Week 1- Trying to volunteer at the Community Clinic

Sara Johnston

10 February 2007

MIDS 201
Journal Entry #1


This week I did not get to volunteer. It was not that I waited to the last minute to contact the Joplin Community Clinic to set up the volunteerism, it was that when I did try to call them, I could not get a hold of the person I needed to- the volunteer coordinator. When you call the Clinic, you get a ridiculously long recording that is almost impossible to listen to. It made me wonder how many people that need to use the clinic do not because it was difficult to understand all of the details- what proof you did and did not need of things, what days you could or could not make appointments for this or that, what things you did need appointments for and what things you did not, what days and times certain special clinics were open, and even what days the clinic was open and its hours on those days.

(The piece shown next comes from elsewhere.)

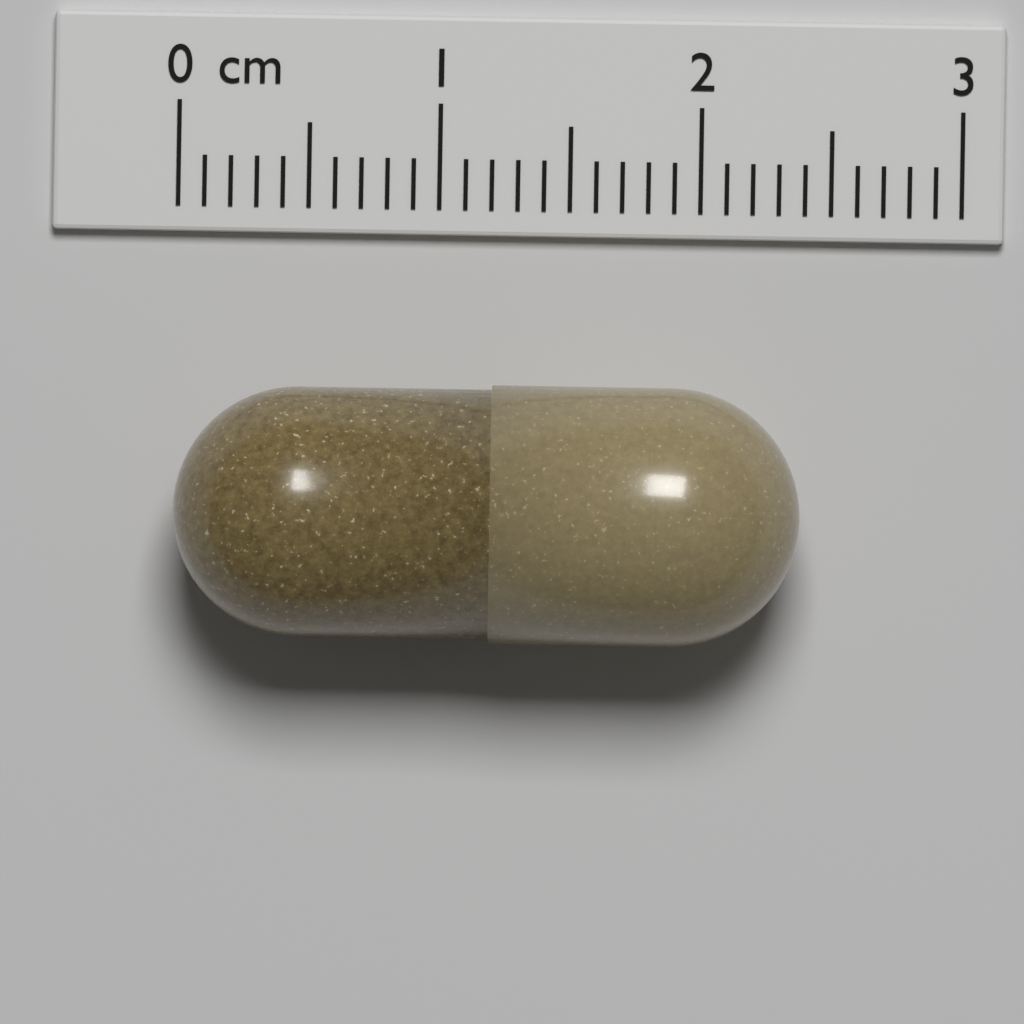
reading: 2.4 cm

I finally got the extension of the volunteer coordinator and left her a message on Tuesday, January 30th, telling her that who I was, that I was from the Honors Program at MSSU wanting to volunteer for my service learning class, and that I was a Pre-Med major. Two days later, I got a message at home telling me to call her and leave my address on her voicemail so she could mail me the application. Application? I knew I would have to sign some things or fill out a questionnaire and do an interview, but a full-blown application? I know that the Clinic is an important place where people’s lives and security are of the utmost importance, but I did not realize I would have to go through a screening process. Isn’t it just enough that someone wants to volunteer? Is it a bad assumption to make that someone who volunteers is doing it for a good reason, is credible, and is a “good person?” It is understandable that someone, once they find out all what is entailed in what they would like to volunteer for, might back out; they might also learn they do not have the experience necessary; but that could all be easily figured out in an interview.

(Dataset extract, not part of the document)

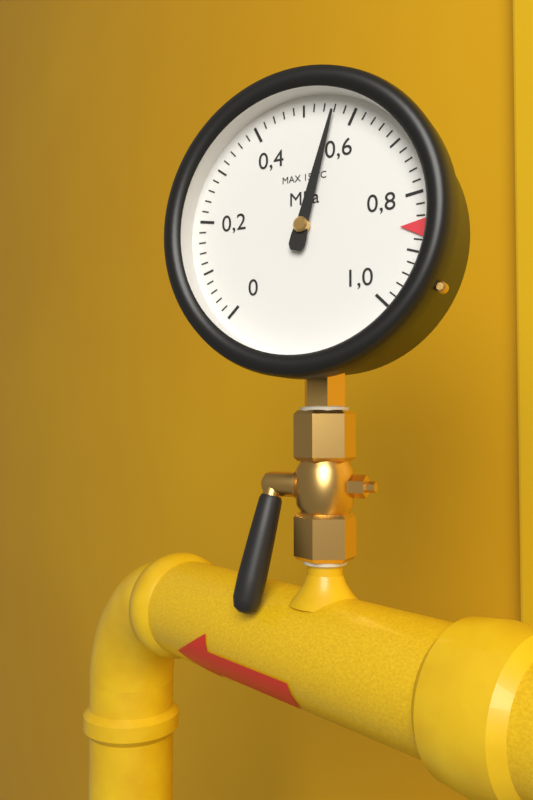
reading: 0.56 MPa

I decided it was ridiculous to wait for a mailed application- I live in Joplin, and it would take me ten minutes to go pick one up. So on Wednesday the 7th I did. The volunteer coordinator was not in, so someone else had to go find me an application. When the lady brought it to me, she showed me what pages to fill out, then the two reference sheets I needed to have filled out by two people, which had to then go in sealed envelops with their signatures across the seal. Even more hoops to jump through, and more people to involve! There is even an orientation before one begins to volunteer. Of course, when I got home, there was the application in the mail. I figured now if I made a mistake on one, I had a backup. All of this red tape makes me wonder how many potential volunteers are scared away by it. I may not have got to start getting my volunteer hours this week, but I have already learned a lot about the Joplin Community Clinic.